Ruth died in 2009. She died in the farmhouse, in the bedroom she had slept in for sixty years, in the bed where she had slept beside her husband until his death in 1997 and alone after, the alone of a farm woman whose husband had died and whose bees had been sold and whose hands could not hold the things they had held and whose life had contracted to the house and the kitchen and the chair by the window where she sat in the mornings and looked at the slope behind the barn where the hives had been and where the compressed grass rectangles had long since grown over and the evidence of the absent was gone.
Meg was at the funeral. Meg stood in the cemetery in Dallas, Oregon, in November rain, and she did not cry, because Ruth would not have cried, because crying was not what the Hollis women did, and the not-crying was Ruth's inheritance as much as the smoker was, the inheritance of the exoskeleton, the hard exterior that bore the load and did not show the weight, and Meg carried both inheritances, the smoker and the not-crying, the tool and the stoicism, the thing that let you approach and the thing that kept you from being approached, and the two inheritances were the two halves of the practice, the openness to the bees and the closedness to the world, and Meg carried them both and would carry them both and the carrying was the practice and the practice was the life.

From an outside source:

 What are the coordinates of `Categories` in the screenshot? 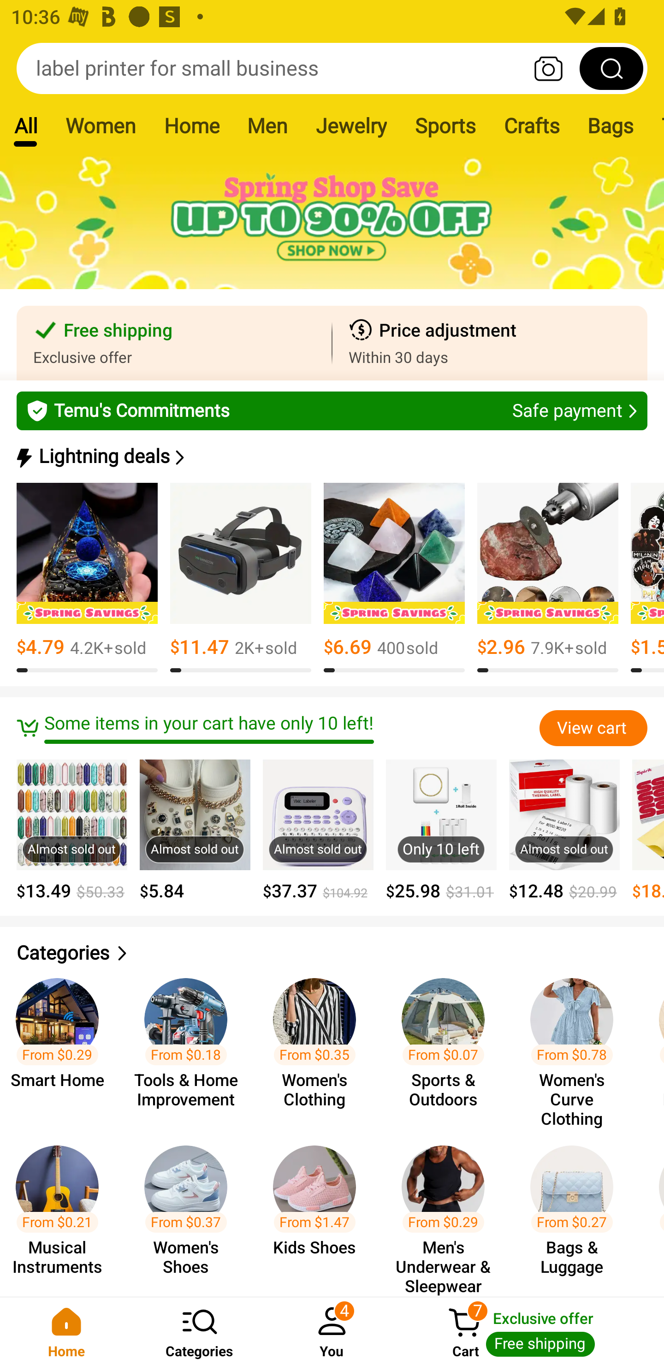 It's located at (199, 1331).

The smoker sits on the shelf in the bee shed. Meg takes it down in February and lights it with pine needles and newspaper and pumps the bellows and the smoke rises and she approaches. She approaches the way Ruth approached, slowly, deliberately, with the tool of approach in one hand and the hive tool in the other, the two tools that Ruth had used and that Ruth's mother had used, the tools that were the beekeeper's hands extended, the hands reaching into the hive through the mediation of smoke and steel, the hands doing what hands had done in this family for four generations, the opening of the box, the looking inside, the finding of the queen, the saying of the words: there she is.
The smoker is brass. The smoker is patched. The smoker smells of a thousand fires. And the smoker is Ruth's, and is Meg's, and will be the next person's, whoever the next person is, the person whose hands will hold it after Meg's hands can no longer hold it, and the holding will be the inheritance, and the inheritance will be the craft, and the craft will be the thing that the women pass to each other, hand to hand, the pheromone of practice, the signal that says: the queen is here, the queen is present, the colony continues.